OK here is the point. Excluding clinical cases everyone has a a talent and capability for something over and above scrubbing toilers. Yet there are people who do nothing else all day long. Do you doubt there are people out there with the same talent you have for the law, who would get the same enjoyment, who did not get your opportunties and who are scubbing toilets or answering phones or in (god help them) customer service. So, if we had a transition to a better society (forget Parecon for a moment - lets just say some sort of socialism) they would not be offered that training? And once they received it, do they go on answering phones while you do law twelve hours a day? Or does this equally talented person now do law six hours a day, and perhaps answer phones six hours a day while you do law six hours a day, and perhaps answer phones six hours a day. (I'm not saying it has to be answering phones. I'm sure there are lots of rote jobs associated with the law, answering phones, photocopying. Maybe some of the computer searches are pretty rote?

I mean in a socialist society everyone has the chance for any training they are capable of benefiting from (and a chance to become capable if they are not). So do some trained lawyers do law all day while others scrub toilets all day?

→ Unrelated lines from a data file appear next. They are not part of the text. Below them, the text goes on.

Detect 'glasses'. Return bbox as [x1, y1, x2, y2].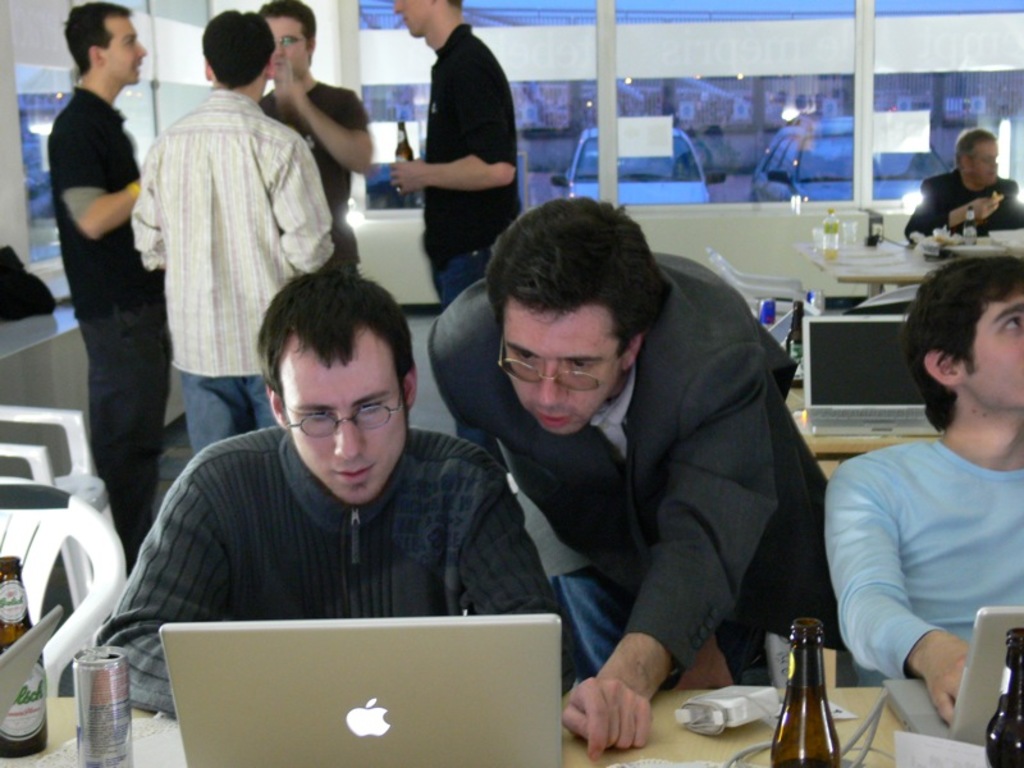
[274, 33, 308, 47].
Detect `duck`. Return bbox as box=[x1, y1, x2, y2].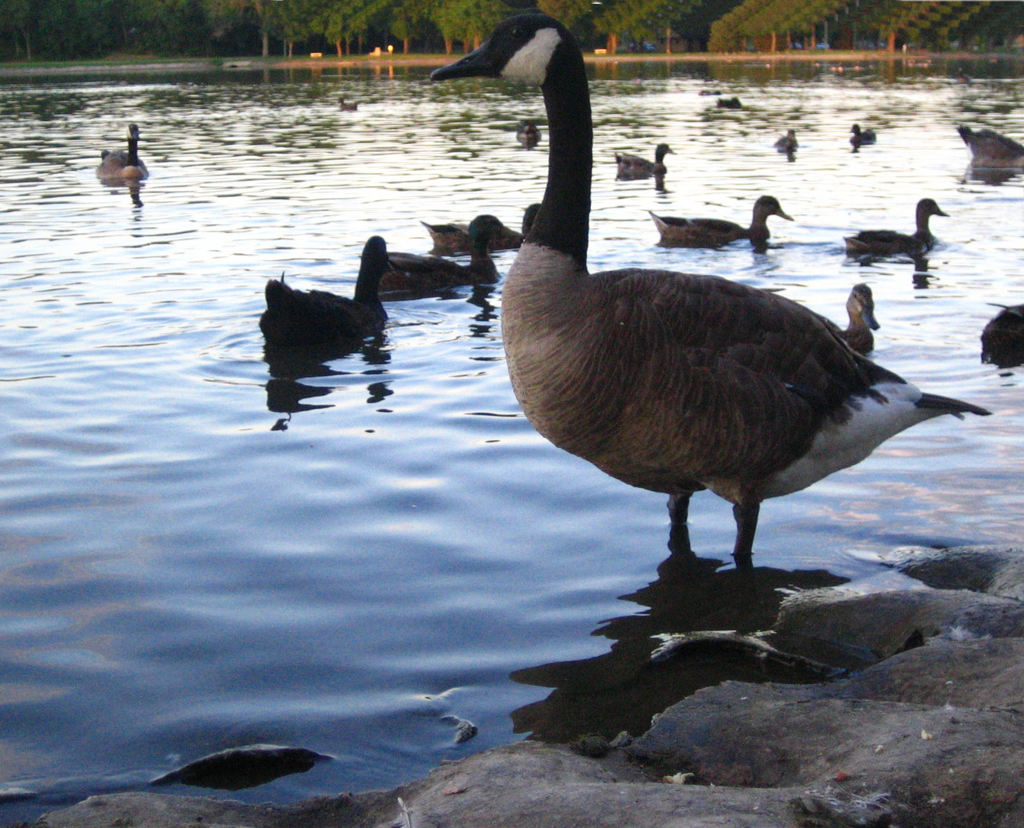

Or is the legal work split among the qualfied lawyers, who then fill in their worktime doing something else, scrubbing toilets, answering phones.

Really the only additional social cost to this is cost of additional education. But is it really a cost to make education to everyone who wants it and is able to benefit or a gain?

>I will observe, though pointy-headed intellectuals like you might not believe it, that there are many people, millions on millions of them, and including (I'd add, most lawyers) would would prefer to wash dishes for 40 hoursa week than to do what I do, which is exacting legal research and writing -- much less what I do for _fun_, which is scholarly reserach in philosophy and political economics.

Hmm - lost your temper worse than I did earlier there. Pointy headed intellectuals?. But the fact is that most people washing dishes for a living have something else productive they could do, they would like better - if only offered the training and opportunity. And I don't doubt there are people out there scrubbing toilets or pushing broom or weeding fields or waiting tables who would enjoy what you do, and would be good at it if offered the training.

Like I said any socialist society to be worthy of the name would have to offer a hell of a lot more education than ours does. That is not a cost of any one brand of socialism - market or non-market. It is a cost of any socialism worthy of the name. And if particular training did not attract enough people by being offered free, it would have to be paid. And of course it is not only in intellectual labor that training would be available. I have friend who is training as skilled carpenter; she had to go through a lot of shit to get that opportunity. I bet your sister had to struggle to her chance at that training. (Or maybe not; this differs from area to area; she may have had a connection. I'll just tell you that training is not easy to get either.) And of course we automate the really unpleaant stuff away as much as we can. But I think there will always be some that you can't automate for a long time to come. And, market economy or Parecon - I don't see why training can't be offered freely enough that everyone has the skill to do some pleasant and empowering job. And given that I don't see why pleasant and empowering tasks and the unpleasant and rote ones can't be shared more or less equally.

Except for the cost of additional training, I don't see a social cost to this type of sharing. And I see a hell of a lot of social gain. No Maoist "force the intellectuals to pick up a rake at the point of a gun". Just a wider dispersion of skills and training, and a fairer sharing of responsibilities.